Beyond Terror (1980)
3/10
Beyond awful.
3 July 2021
Warning: Spoilers
A desperate middle-aged man picks up a rough looking young woman for a spot of al fresco slap and tickle; he gets a knife in his gut for his troubles. The woman, Lola (Raquel Ramírez), is a member of a brutal biker gang who have no qualms about using extreme violence to line their pockets. During a hold-up at a diner, the gang take a wealthy couple hostage and, after shooting the other patrons and staff in cold blood, escape in a car. An altercation between kidnapper and prisoner results in a crash, leaving the group to head out on foot, eventually arriving at a remote house. After killing a guard dog, they enter the house, beat the elderly woman who lives there, steal any valuables and set fire to the place, killing the old lady and a young boy (her grandson?) in the process. What they don't realise is that the old lady is in league with Satan, and death won't stop her from taking revenge.

'Things that can't be explained are happening', says Lola as the gang begin to experience strange occurrences in the old derelict church where they hide out. That's one hell of an understatement: for the latter half of Spanish biker/horror Beyond Terror, director Tomás Aznar delivers one inexplicable scene after another with not a care in the world for logic or narrative cohesion. The silly supernatural shenanigans certainly come as a bit of a surprise (and a massive let down) after the gritty mean-spirited realism of the opening scenes. The 'happenings that can't be explained' include a dog and a boy appearing and disappearing, male hostage Jorge being burnt to to a crisp in an exploding car, visitations from the dead, green goop and foam dripping from a ceiling, and some ancient mummies coming back from the dead to attack those who try to steal their treasure (the priceless crowns of the Visigoths!). None of this is particularly well-handled, with zero suspense or tension, and a dreary pace; worse still, it is virtually gore-less, at least until the very end when Nico is left with an eyeball hanging out and Lola's head erupts in a welter of blood and brain matter.

3/10. The gang's sadistic crime spree is reasonably entertaining, but the rest of the film is much less so, the only other memorable moments being the messy exploding head gag and an occasional spot of sleaze: hostage Linda (Alexia Loreto) and gang leader Chema (Francisco Sánchez Grajera) have sex in the church while biker Nico chokes the chicken in front of a nonchalant Lola, and Lola shoots up Nico with heroin before giving him head.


Each line below must be printed exactly as it stands.

# [Data for analysis]
++++
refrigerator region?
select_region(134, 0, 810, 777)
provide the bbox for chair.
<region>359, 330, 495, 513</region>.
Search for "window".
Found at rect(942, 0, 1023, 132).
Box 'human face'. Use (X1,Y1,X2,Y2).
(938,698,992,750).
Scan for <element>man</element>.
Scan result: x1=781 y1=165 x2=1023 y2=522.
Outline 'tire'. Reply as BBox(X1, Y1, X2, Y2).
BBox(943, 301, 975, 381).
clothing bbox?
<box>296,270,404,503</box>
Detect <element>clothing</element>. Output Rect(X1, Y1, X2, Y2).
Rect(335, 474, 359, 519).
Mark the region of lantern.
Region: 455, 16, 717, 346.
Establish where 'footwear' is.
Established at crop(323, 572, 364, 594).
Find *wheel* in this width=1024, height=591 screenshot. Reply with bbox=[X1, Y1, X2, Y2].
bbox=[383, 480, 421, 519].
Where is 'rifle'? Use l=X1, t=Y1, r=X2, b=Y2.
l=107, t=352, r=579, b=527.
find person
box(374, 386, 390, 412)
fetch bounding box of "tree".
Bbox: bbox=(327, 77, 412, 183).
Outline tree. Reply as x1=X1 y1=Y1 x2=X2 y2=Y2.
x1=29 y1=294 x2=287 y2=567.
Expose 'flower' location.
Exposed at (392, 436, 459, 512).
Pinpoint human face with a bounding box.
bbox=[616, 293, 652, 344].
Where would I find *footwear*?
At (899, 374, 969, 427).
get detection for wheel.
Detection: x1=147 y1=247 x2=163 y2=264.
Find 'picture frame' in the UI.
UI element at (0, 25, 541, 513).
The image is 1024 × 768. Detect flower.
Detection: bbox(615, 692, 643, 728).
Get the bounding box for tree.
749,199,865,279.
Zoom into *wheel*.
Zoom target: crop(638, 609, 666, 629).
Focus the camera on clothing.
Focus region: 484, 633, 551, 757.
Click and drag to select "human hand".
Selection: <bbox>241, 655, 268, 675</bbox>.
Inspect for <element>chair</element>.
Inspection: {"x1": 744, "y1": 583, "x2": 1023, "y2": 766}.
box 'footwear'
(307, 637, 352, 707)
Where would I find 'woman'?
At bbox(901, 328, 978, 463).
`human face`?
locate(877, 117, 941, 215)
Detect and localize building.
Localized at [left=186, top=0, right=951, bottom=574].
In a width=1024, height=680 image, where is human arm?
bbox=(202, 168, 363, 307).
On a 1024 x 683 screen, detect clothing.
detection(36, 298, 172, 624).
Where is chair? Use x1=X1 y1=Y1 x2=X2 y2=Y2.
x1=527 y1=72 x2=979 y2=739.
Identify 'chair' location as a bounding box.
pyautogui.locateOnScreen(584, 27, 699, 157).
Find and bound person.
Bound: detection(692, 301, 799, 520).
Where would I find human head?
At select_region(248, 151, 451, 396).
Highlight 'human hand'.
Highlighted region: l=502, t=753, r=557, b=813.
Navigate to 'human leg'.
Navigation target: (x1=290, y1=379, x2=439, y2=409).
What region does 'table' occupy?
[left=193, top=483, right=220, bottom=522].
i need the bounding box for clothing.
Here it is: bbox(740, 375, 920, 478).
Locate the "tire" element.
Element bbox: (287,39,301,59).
++++
# [Worked solution]
refrigerator region?
select_region(134, 0, 810, 777)
provide the bbox for chair.
<region>359, 330, 495, 513</region>.
Search for "window".
Found at rect(942, 0, 1023, 132).
Box 'human face'. Use (X1,Y1,X2,Y2).
(938,698,992,750).
Scan for <element>man</element>.
Scan result: x1=781 y1=165 x2=1023 y2=522.
Outline 'tire'. Reply as BBox(X1, Y1, X2, Y2).
BBox(943, 301, 975, 381).
clothing bbox?
<box>296,270,404,503</box>
Detect <element>clothing</element>. Output Rect(X1, Y1, X2, Y2).
Rect(335, 474, 359, 519).
Mark the region of lantern.
Region: 455, 16, 717, 346.
Establish where 'footwear' is.
Established at crop(323, 572, 364, 594).
Find *wheel* in this width=1024, height=591 screenshot. Reply with bbox=[X1, Y1, X2, Y2].
bbox=[383, 480, 421, 519].
Where is 'rifle'? Use l=X1, t=Y1, r=X2, b=Y2.
l=107, t=352, r=579, b=527.
find person
box(374, 386, 390, 412)
fetch bounding box of "tree".
Bbox: bbox=(327, 77, 412, 183).
Outline tree. Reply as x1=X1 y1=Y1 x2=X2 y2=Y2.
x1=29 y1=294 x2=287 y2=567.
Expose 'flower' location.
Exposed at (392, 436, 459, 512).
Pinpoint human face with a bounding box.
bbox=[616, 293, 652, 344].
Where would I find *footwear*?
At (899, 374, 969, 427).
get detection for wheel.
Detection: x1=147 y1=247 x2=163 y2=264.
Find 'picture frame' in the UI.
UI element at (0, 25, 541, 513).
The image is 1024 × 768. Detect flower.
Detection: bbox(615, 692, 643, 728).
Get the bounding box for tree.
749,199,865,279.
Zoom into *wheel*.
Zoom target: crop(638, 609, 666, 629).
Focus the camera on clothing.
Focus region: 484, 633, 551, 757.
Click and drag to select "human hand".
Selection: <bbox>241, 655, 268, 675</bbox>.
Inspect for <element>chair</element>.
Inspection: {"x1": 744, "y1": 583, "x2": 1023, "y2": 766}.
box 'footwear'
(307, 637, 352, 707)
Where would I find 'woman'?
At bbox(901, 328, 978, 463).
`human face`?
locate(877, 117, 941, 215)
Detect and localize building.
Localized at [left=186, top=0, right=951, bottom=574].
In a width=1024, height=680 image, where is human arm?
bbox=(202, 168, 363, 307).
On a 1024 x 683 screen, detect clothing.
detection(36, 298, 172, 624).
Where is chair? Use x1=X1 y1=Y1 x2=X2 y2=Y2.
x1=527 y1=72 x2=979 y2=739.
Identify 'chair' location as a bounding box.
pyautogui.locateOnScreen(584, 27, 699, 157).
Find and bound person.
Bound: detection(692, 301, 799, 520).
Where would I find human head?
At select_region(248, 151, 451, 396).
Highlight 'human hand'.
Highlighted region: l=502, t=753, r=557, b=813.
Navigate to 'human leg'.
Navigation target: (x1=290, y1=379, x2=439, y2=409).
What region does 'table' occupy?
[left=193, top=483, right=220, bottom=522].
i need the bounding box for clothing.
Here it is: bbox(740, 375, 920, 478).
Locate the "tire" element.
Element bbox: (287,39,301,59).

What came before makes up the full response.